Thursday, January 24, 2013

The Compositional Value of Ephemera




















It’s interesting to read Nathan Heller’s “Hello Laptop, My Old Friend” (“Page-Turner,” newyorker.com, January 18, 2013) and learn how he composed the beautiful opening section of his “Semi-Charmed Life” (The New Yorker, January 14, 2013). Heller refers to “the evocative power of cast-off material.” He says,

In a recent issue of the magazine, I wrote about people in their twenties and some books that focus on their plight. The piece begins with an account of some weeks I spent in Iceland, in my own early twenties, and in working on that passage I relied on both memory and record. I’m a pack rat when it comes to correspondence and ephemera: I still have every substantive note or e-mail I’ve sent or received since the start of college—perhaps even earlier—plus pamphlets, birthday cards, maps, Playbills, boarding passes, brochures, brittle magazines, and fancy hardbound notebooks that I’ve started in the hope of reinventing myself as someone who writes in fancy hardbound notebooks. Who’d have thought that a map of businesses in pre-crash Reykjavík would one day help me write a book review? Not my twenty-two-year-old self, certainly. And yet that map, like many notes and e-mails from those weeks, was crucial in reëntering a particular experience years later—not just to tell the story to readers but to reclaim it as a memory of my own.

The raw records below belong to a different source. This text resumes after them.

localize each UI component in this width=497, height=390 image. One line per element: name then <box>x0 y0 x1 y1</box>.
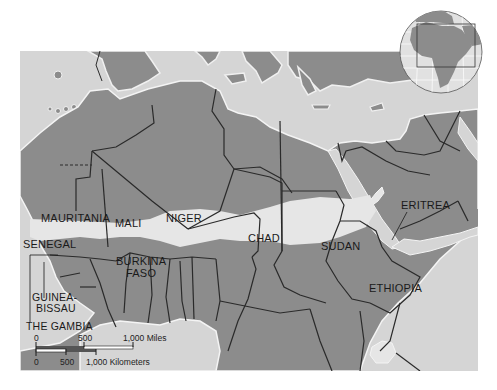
scale-miles-0: 0 <box>34 333 39 343</box>
scale-bar-graphic <box>36 342 133 356</box>
scale-km-500: 500 <box>60 357 74 367</box>
scale-km-1000: 1,000 Kilometers <box>86 357 150 367</box>
label-the-gambia: THE GAMBIA <box>26 320 93 332</box>
locator-globe <box>392 0 490 98</box>
label-bissau: BISSAU <box>36 302 76 314</box>
scale-km-0: 0 <box>34 357 39 367</box>
scale-miles-500: 500 <box>78 333 92 343</box>
scale-miles-1000: 1,000 Miles <box>123 333 166 343</box>
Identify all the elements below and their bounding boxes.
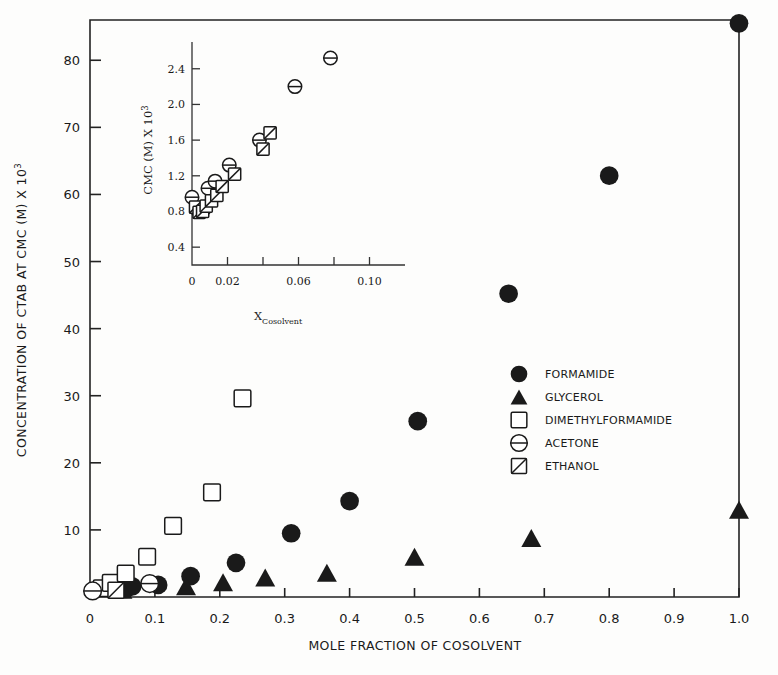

Reading Heller’s post, I recalled Ian Frazier’s description of his approach to composing his great Family (1994): “My method in writing this memoir was to look for artifacts that suggested narrative” (“Looking for My Family,” included in Inventing the Truth, edited by William Zinsser, 1998).

Frazier’s and Heller’s approach shows the compositional value of ephemera – “the evocative power of cast-off material.”

Credit: The above illustration is from Nathan Heller’s “Semi-Charmed Life” (The New Yorker, January 14, 2013).